LOWER LEVELS TO ATTRACT VALUE BUYING
On Monday, January 12, 2009 10:43 by Sudip BandyopadhyayWhy did we mostly get “it” so sensationally wrong? How did something that looks increasingly like the precursor of a slowdown or slump creep up on almost all of us last year? It is a pretty good question. It is a pretty embarrassing one, too. Perhaps this was more than could reasonably be expected. But we need to ask ourselves whether we could have done a better job of understanding the processes at work. The difficulty was that we all tend to look at just one bit of the clichéd elephant in the room. Monetary economists looked at monetary policy. Financial economists looked at risk management. International macroeconomists looked at global imbalances. Central bankers focused on inflation. Regulators looked at Basel capital ratios and then only inside the banking system. Politicians enjoyed the good times and did not ask too many questions. What of commentators? They tended to indulge in the fantasy that the above knew what they were talking about. One big lesson of the experience is that economics is too compartmentalized and so, too, are official institutions. To get a full sense of the risks, we needed to combine the worst Scenarios of each set of experts. Only then would we have had some sense of how the global imbalances, inflation targeting, the impact of asset price bubbles, financial innovation deregulation and risk management systems might interact.
Just as financial systems act as both lubricant and engines of market economies, we can also now see that today’s leveraged financial systems are inherently unstable. That is why the state needs to be involved in safeguarding systemic stability. The social costs of a systemic failure are otherwise too high. Yet clearly early warnings were not acted on and measures that might have mitigated disaster were not taken.Much is being written about the need for new regulations but this largely misses the point. What has been lacking is a framework for systemic scrutiny that “hard-wires” mechanisms for both sounding early warnings and providing the necessary architecture and instruments to produce a more effective response to the build-up of systemic pressures. At the root of the crisis is the huge increase in leverage in recent years – at the level of banks, asset managers and consumers, embedded within products and now, increasingly, used by governments. We have long known that once leverage reaches certain levels, the system can be vulnerable to shocks that cause a catastrophic loss of confidence. Once this point is reached, the result is panic and a dash for cash, creating the self-feeding vortex of reduced asset prices we see today. Historically most financial crises have during their course destroyed 15-25 per cent of a year’s national income of affected states. We risk this happening today on a global level, given the joined-up nature of the financial system in the liberalised and information technology enabled world. What should individual states do to prevent a recurrence? First, they should ensure the architecture exists both to help limit the build-up of leverage and to minimise the damage if instability ensues; and, second, create an effective range of policy tools to mitigate the build-up and its impact.

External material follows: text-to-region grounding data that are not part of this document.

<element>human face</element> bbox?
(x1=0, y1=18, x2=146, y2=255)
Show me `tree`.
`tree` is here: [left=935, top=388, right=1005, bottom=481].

Indian Financial markets was shocked post uncovering of Satyam fraud which triggered heavy sell-off, resulting in benchmark indices nose-diving sharply and closing the week down by around 8% . Q3FY09 quarterly earnings result season is expected to start this week. This will be the first quarterly earnings season where one is expected to see the full impact of a slowdown in demand across sectors. More importantly a possible decline in IIP growth during the Oct-Dec 2008 quarter, rising asset quality problems for banks and a deceleration in exports are all potential negative trends which may get reflected in the corporate numbers. The slowdown in IIP growth may be due to the combined effect of the ongoing global crisis and global slowdown impacting demand resulting in cut in production levels coupled with tight liquidity conditions domestically leading to less availability of credit and increased interest costs for market players.
On the global markets front, news flows continued to remain disturbing. U.S. Auto sales plunged by 36% in December 08 led by outsized declines at Chrysler, Hyundai and Toyota, as the battered U.S. Auto industry closed out year 2008 as it’s weakest year since 1992. Weaker than-expected new orders received by U.S. factories in November and a seven-year low in pending home sales for the same month has ignited fresh concerns about mounting job losses and the deepening U.S. slowdown. Reflecting these trends U.S. private employers shed close to 700,000 jobs in December, far more than economists had earlier estimated. U.S. markets are now awaiting another mega fiscal package from the new U.S. President elect Barack Obama who assumes office from January 20 2009. According to indications the package will provide a fiscal boost to building infrastructure like Roads, Bridges, Education and Health care, along with tax cuts for the middle class and businesses and will entail a estimated outlay of $775 bn over the next two years. This will be in tune with the president elect Obama’s electoral promise of creating 3 mn new jobs in the U.S. To finance the deficit, the government will need to issue an unprecedented amount of debt — up to $2 trillion for fiscal 2009.